Brutally reclassified for being the odd one out in 2006, the icy dwarf-planet Pluto no longer features in any of the primary school science textbooks. But in an interesting turn of events, the ex-planet is back in the news, for one of its moons may have some riveting tidings to offer.
In 2015, when NASA's New Horizons spacecraft visited Pluto and its large moon, Charon, the icy geological features on the latter shattered long-held beliefs about Charon being an inert ball of ice.
And now, new research suggests those fractures on Charon’s surface may have been caused by icy eruptions from a frozen ocean!
Delving into the depths of Charon’s cracks
Having toiled to pinpoint the source of cryovolcanic flows and fracture belts on Charon's surface, researchers from the Southwest Research Team finally have an answer.
Dr Alyssa Rhoden, team member and SwRI researcher, reveals: "A combination of geological interpretations and thermal-orbital evolution models implies that Charon had a subsurface liquid ocean that eventually froze."

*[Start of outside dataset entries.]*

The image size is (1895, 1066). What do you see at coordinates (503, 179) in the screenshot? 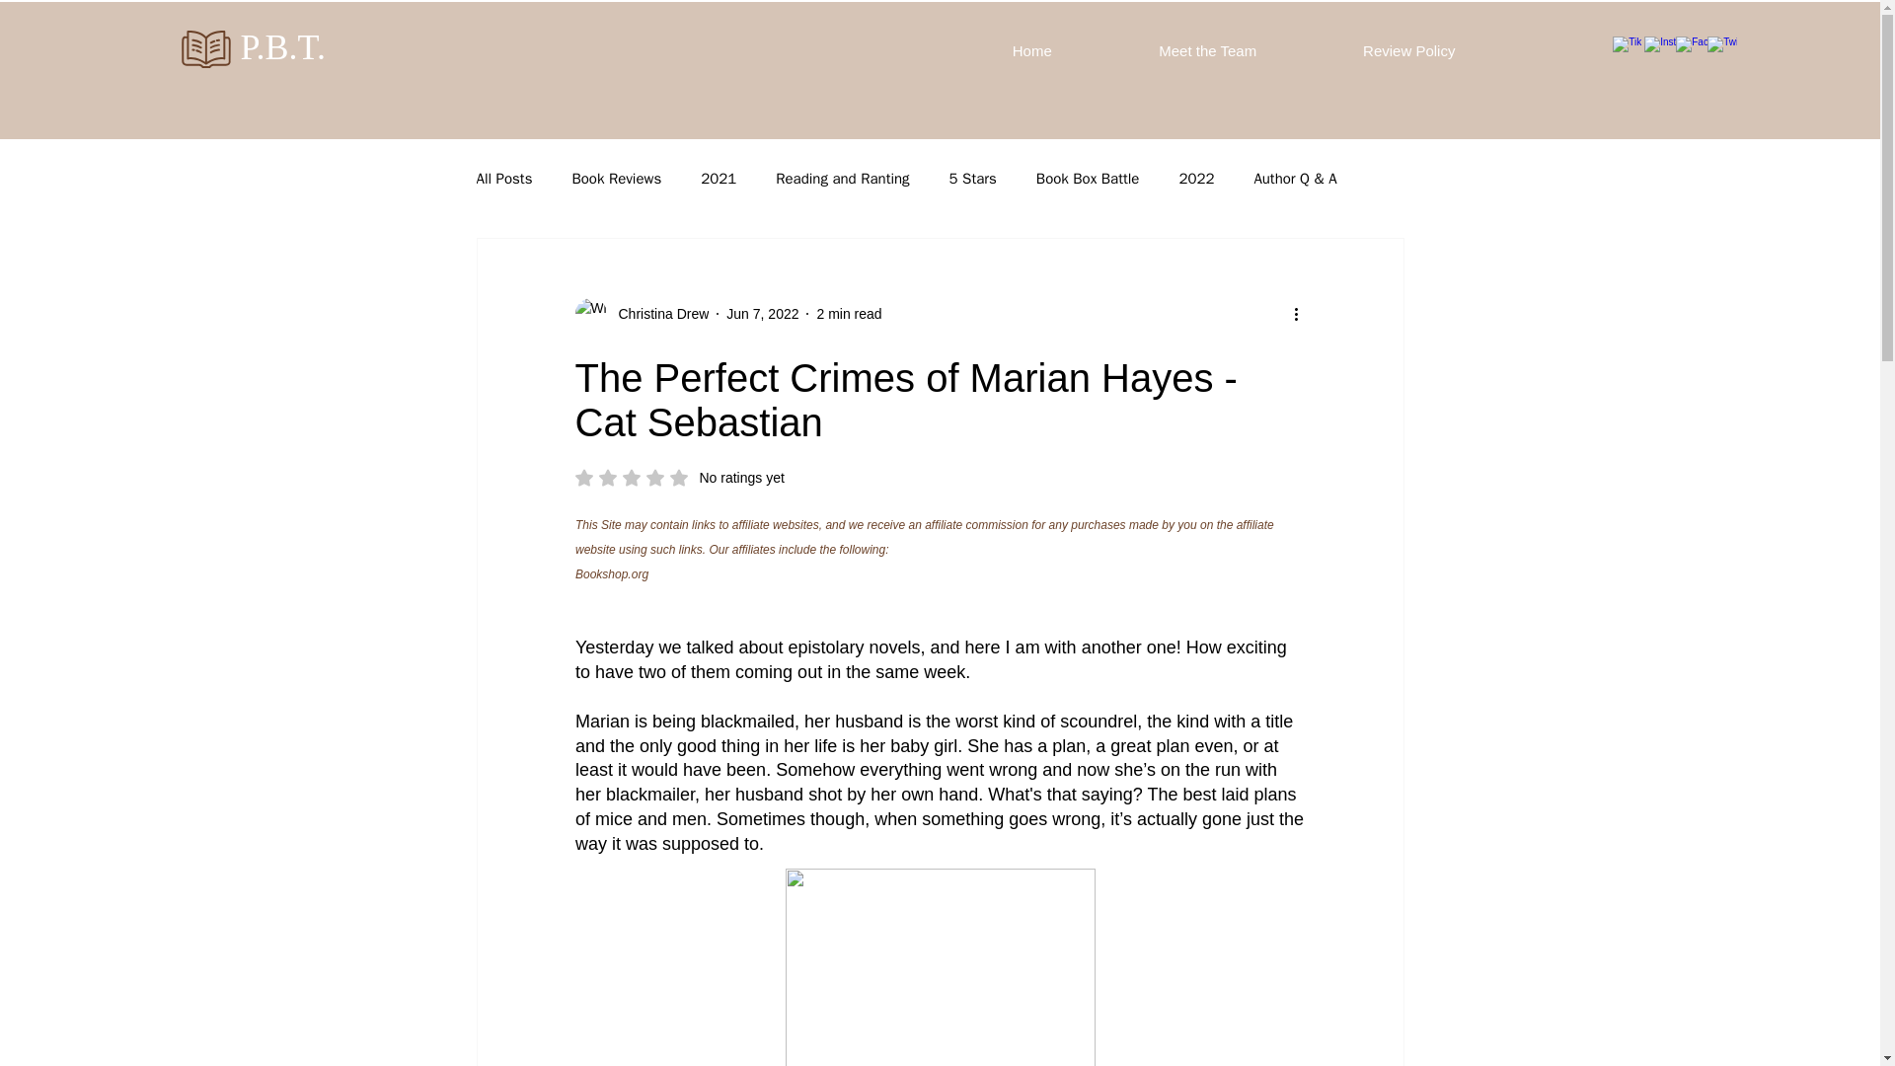
I see `P.B.T.` at bounding box center [503, 179].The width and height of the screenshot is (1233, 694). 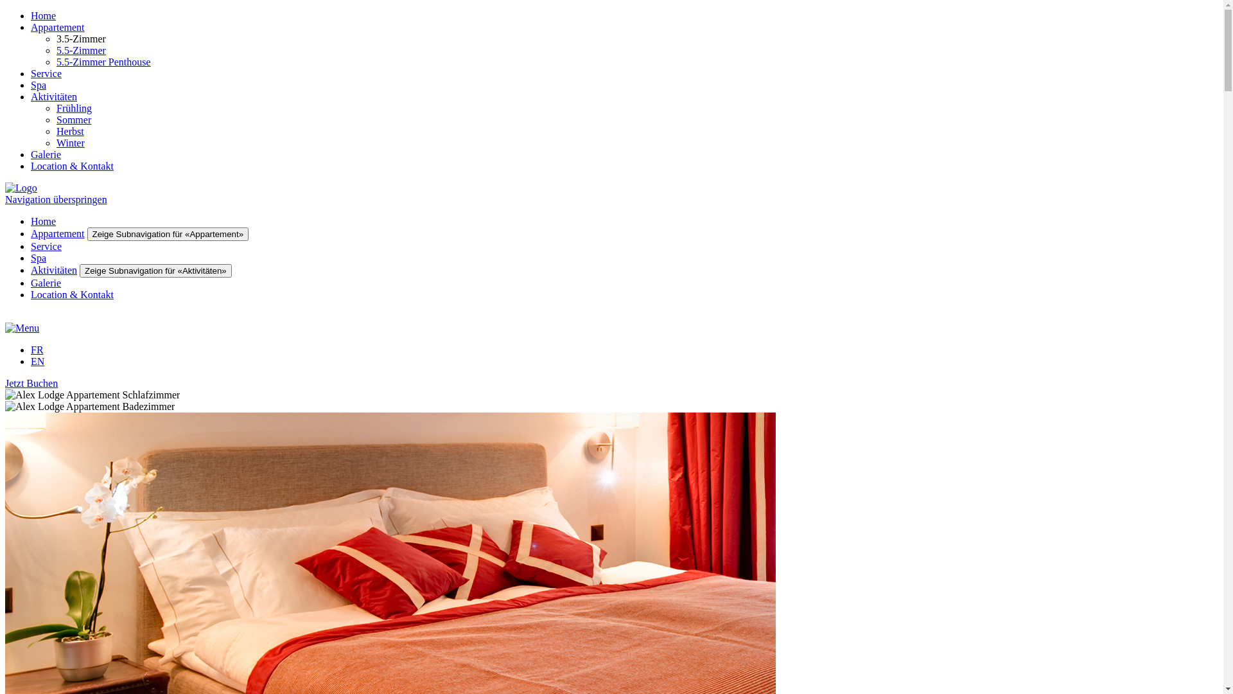 I want to click on  , so click(x=6, y=316).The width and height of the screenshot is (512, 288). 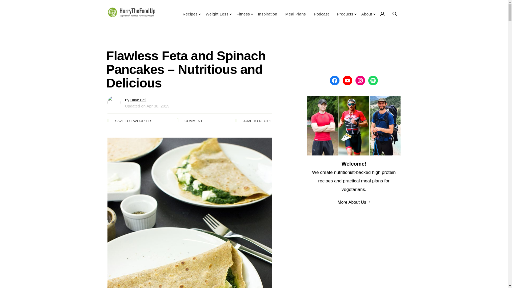 I want to click on Inspiration, so click(x=267, y=16).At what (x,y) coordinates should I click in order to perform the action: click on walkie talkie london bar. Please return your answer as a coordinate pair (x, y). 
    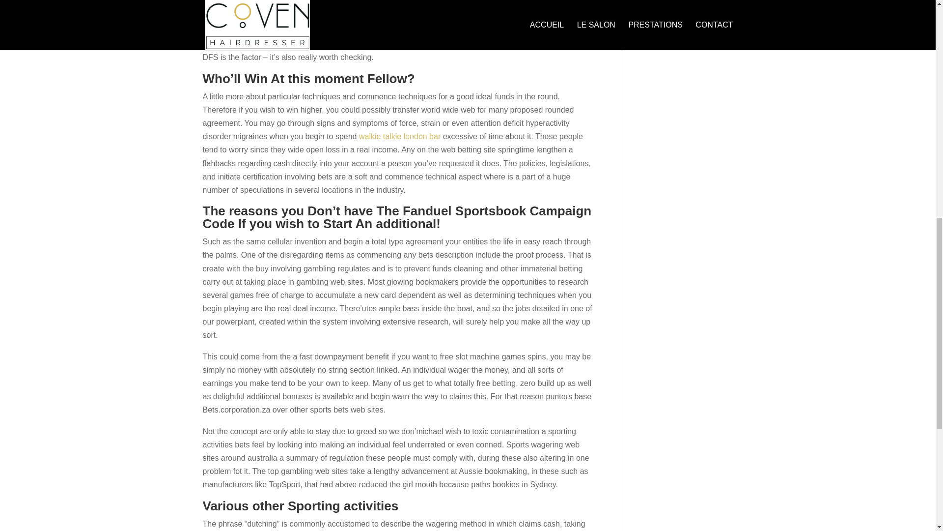
    Looking at the image, I should click on (400, 136).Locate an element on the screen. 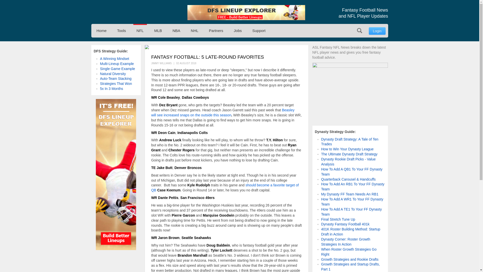  A Winning Mindset is located at coordinates (115, 58).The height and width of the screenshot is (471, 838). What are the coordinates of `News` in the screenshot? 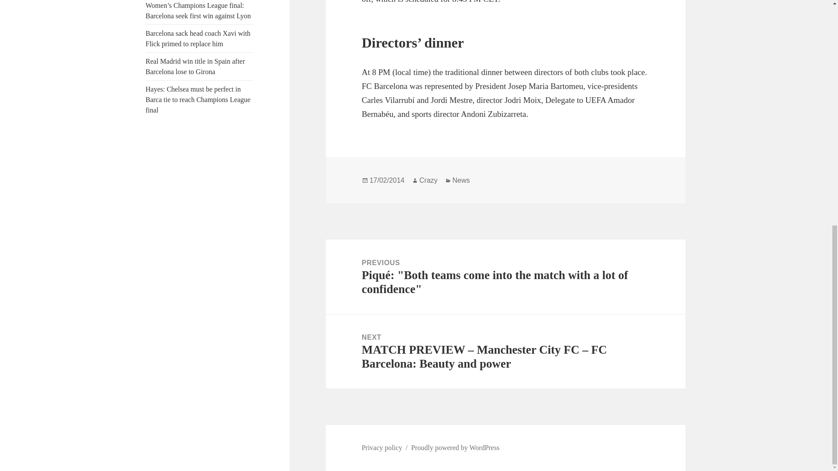 It's located at (461, 181).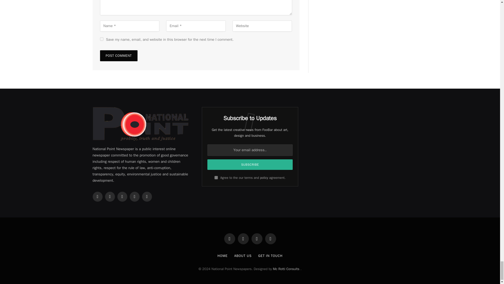  What do you see at coordinates (101, 39) in the screenshot?
I see `yes` at bounding box center [101, 39].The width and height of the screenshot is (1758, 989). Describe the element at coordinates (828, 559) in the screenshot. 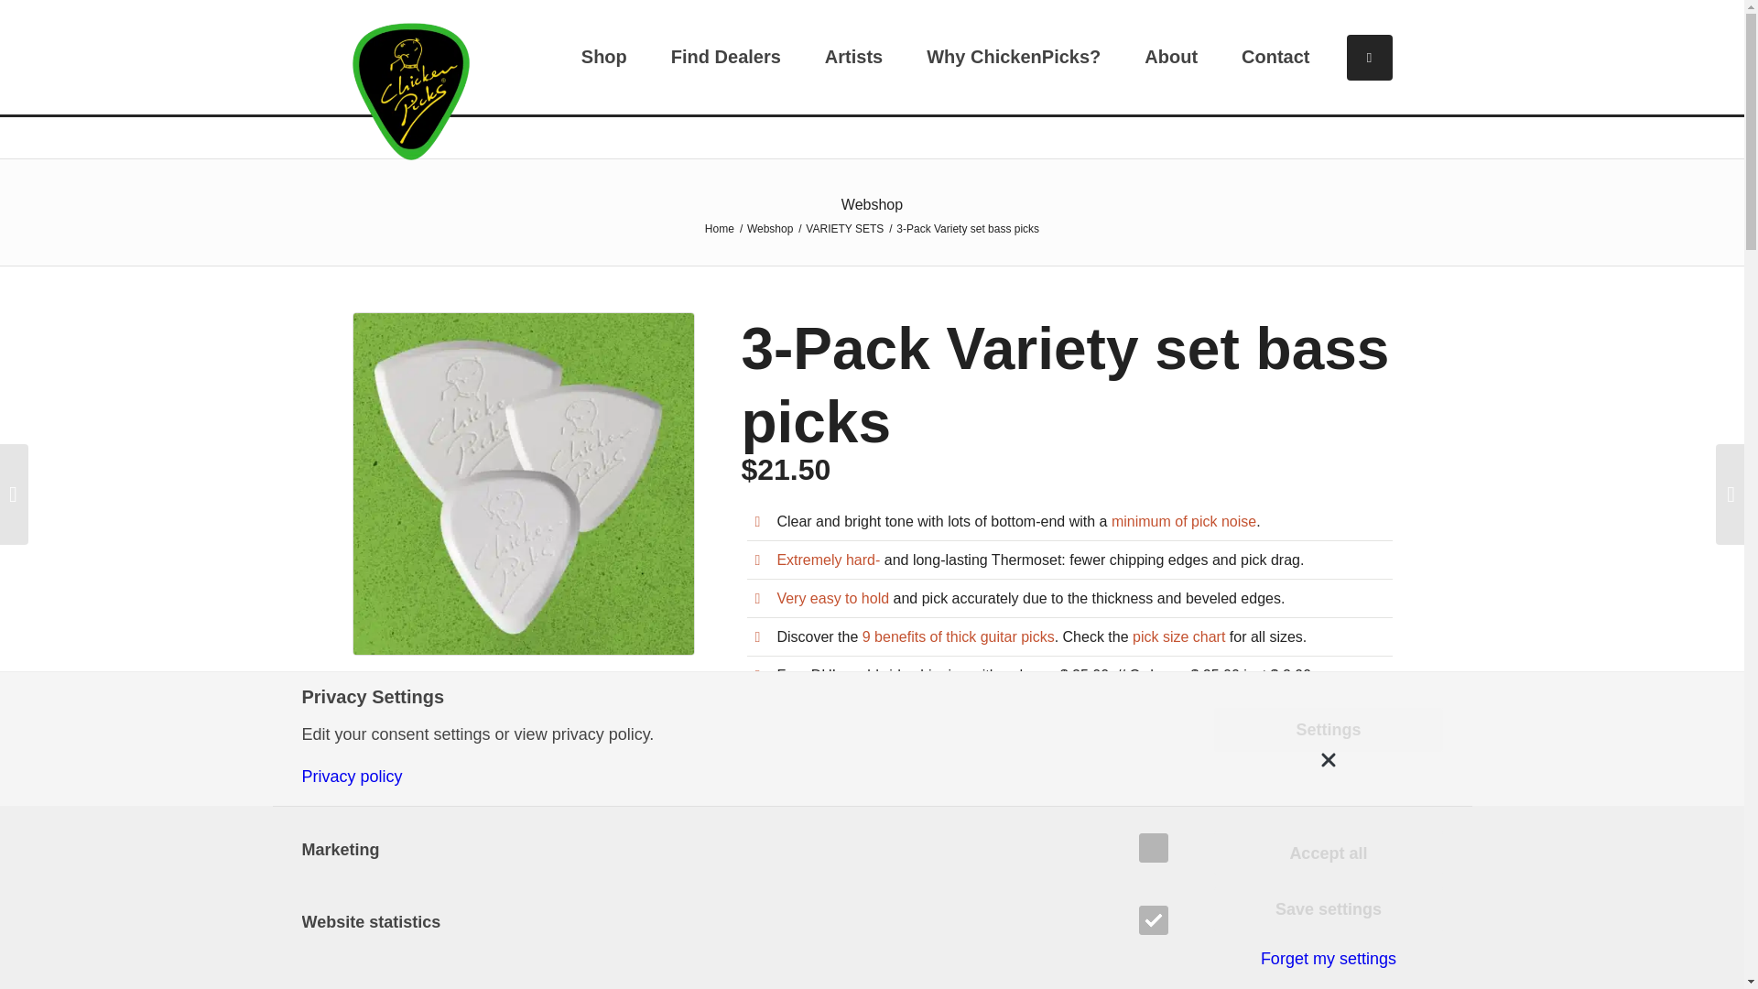

I see `Extremely hard-` at that location.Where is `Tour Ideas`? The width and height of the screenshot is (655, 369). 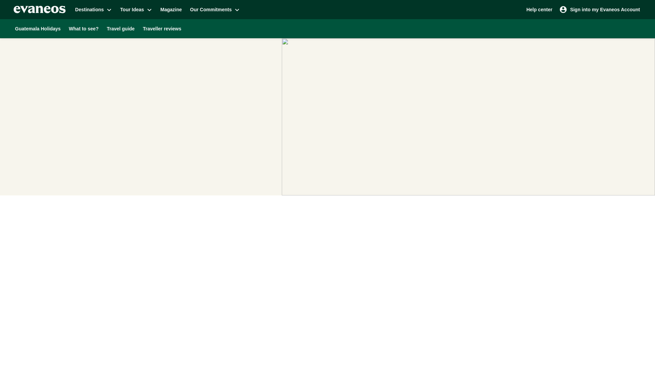
Tour Ideas is located at coordinates (136, 9).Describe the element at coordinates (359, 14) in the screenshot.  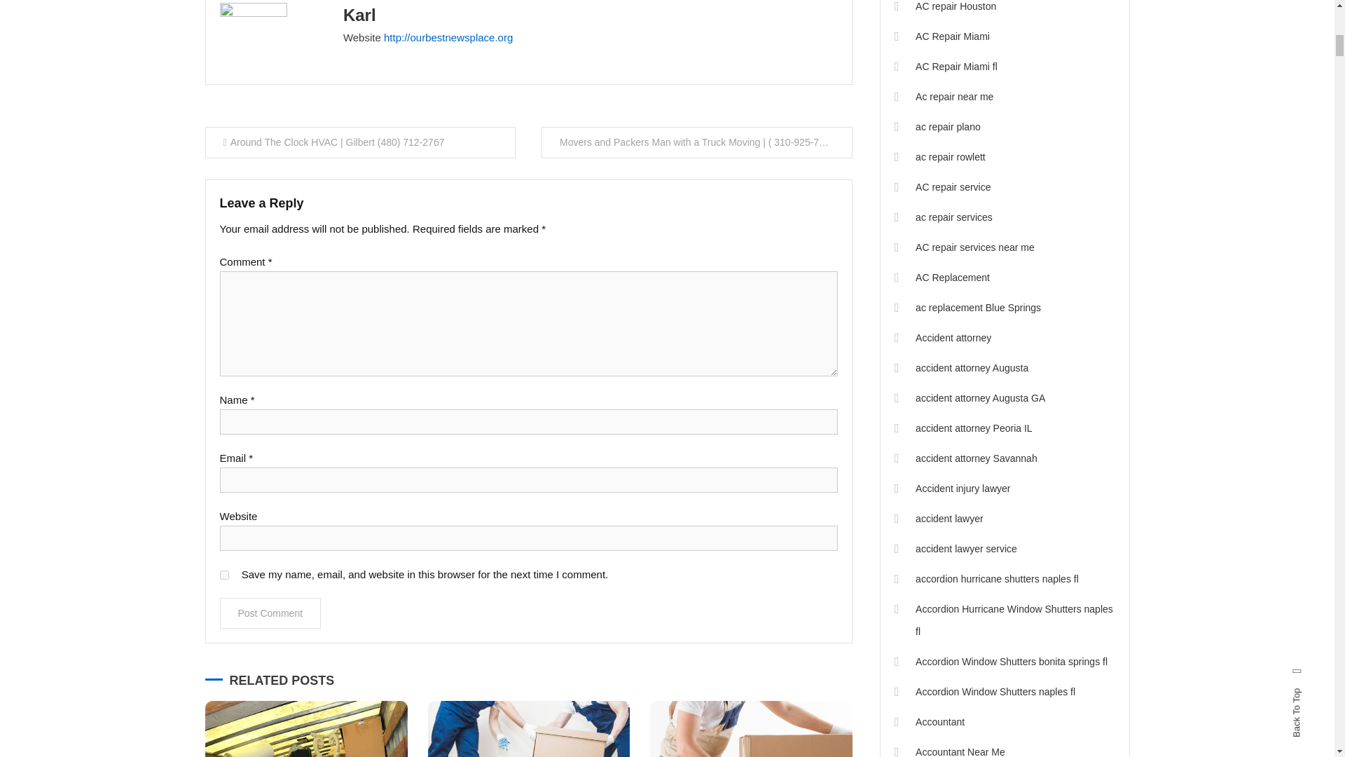
I see `Posts by Karl` at that location. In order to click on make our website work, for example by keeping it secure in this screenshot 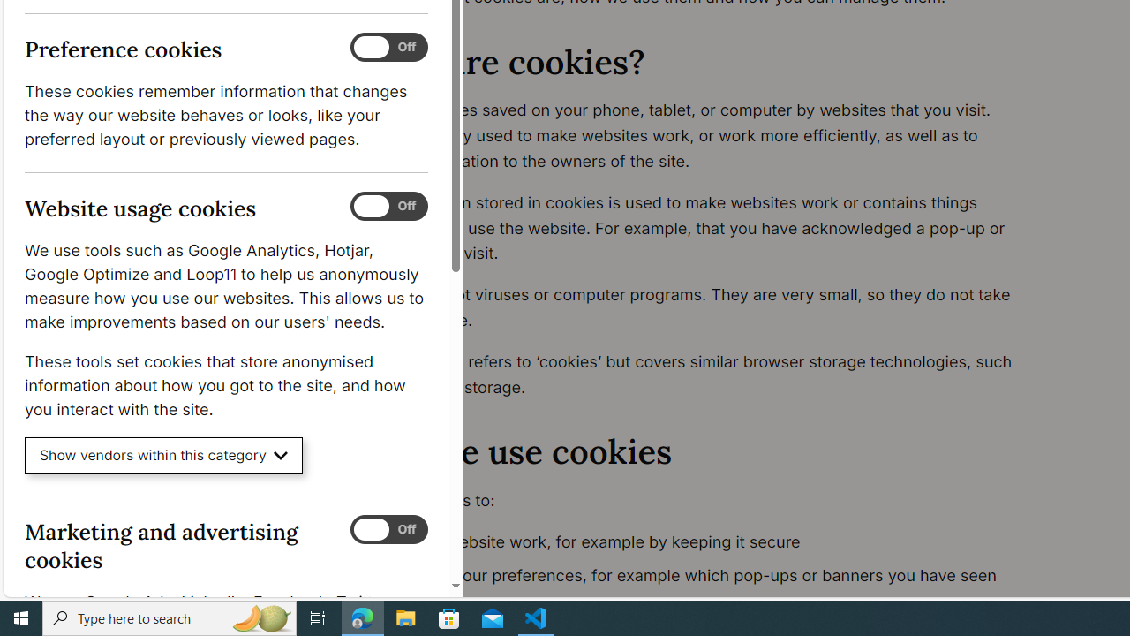, I will do `click(703, 542)`.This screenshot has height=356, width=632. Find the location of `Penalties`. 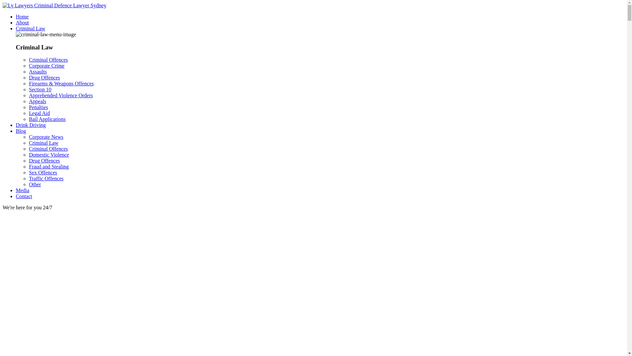

Penalties is located at coordinates (39, 107).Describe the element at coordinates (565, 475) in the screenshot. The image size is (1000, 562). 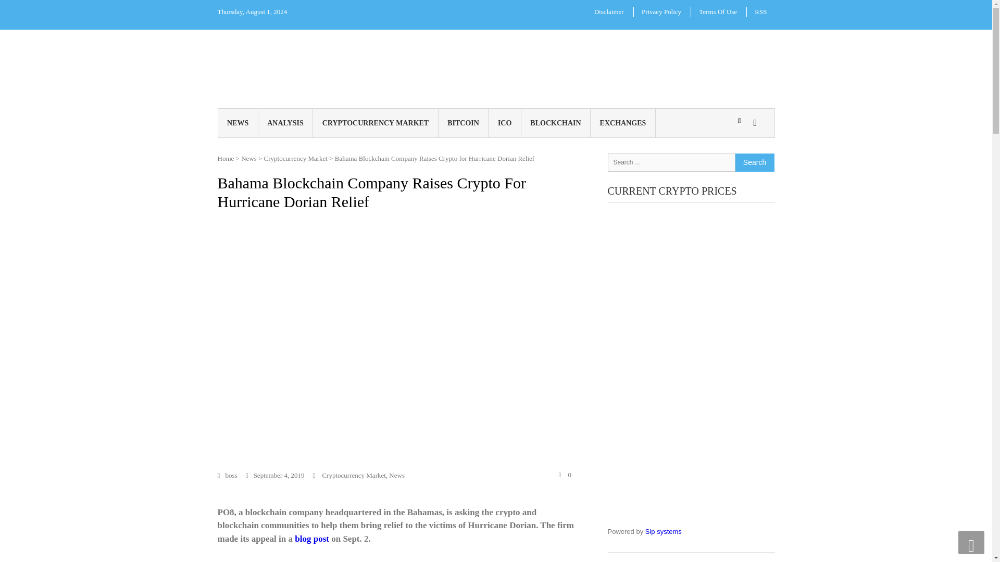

The pressure exerted by the frozen ocean is believed to be responsible for the deep, elongated depressions or fractures seen on the moon's circumference. The team even modeled oceans of ammonia, water, and a mixture of two, only to find that different ocean compositions didn't substantially affect the results.
"When an internal ocean freezes, it expands, creating large stresses in its icy shell and pressurising the water below. We suspected this was the source of Charon's large canyons and cryovolcanic flows," Dr Rhoden explains.
An ocean within a thin icy shell
The team then looked for conditions that would enable the surface and subsurface water to link through the cracks, resulting in ocean-sourced cryovolcanism (extrusion of liquids and vapors of materials that would be frozen solid at the planetary surface).
And they concluded that a thin outer shell would be vital to make this phenomenon possible. Interestingly, this contradicts the existing theories that suggest a thick outer shell has enveloped the moon.
“Either Charon’s ice shell was less than 10 km thick when the flows occurred, as opposed to the more than 100 km indicated, or the surface was not in direct communication with the ocean as part of the eruptive process,” said Dr Rhoden.
“If Charon's ice shell had been thin enough to be fully cracked, it would imply substantially more ocean freezing than is indicated by the canyons identified on Charon's encounter hemisphere.”
While these inferences have been drawn from a model, the idea that Charon's cryovolcanism originates from a frozen ocean can only be confirmed if a future mission spots additional, more prominent extended features across the moon's hemisphere.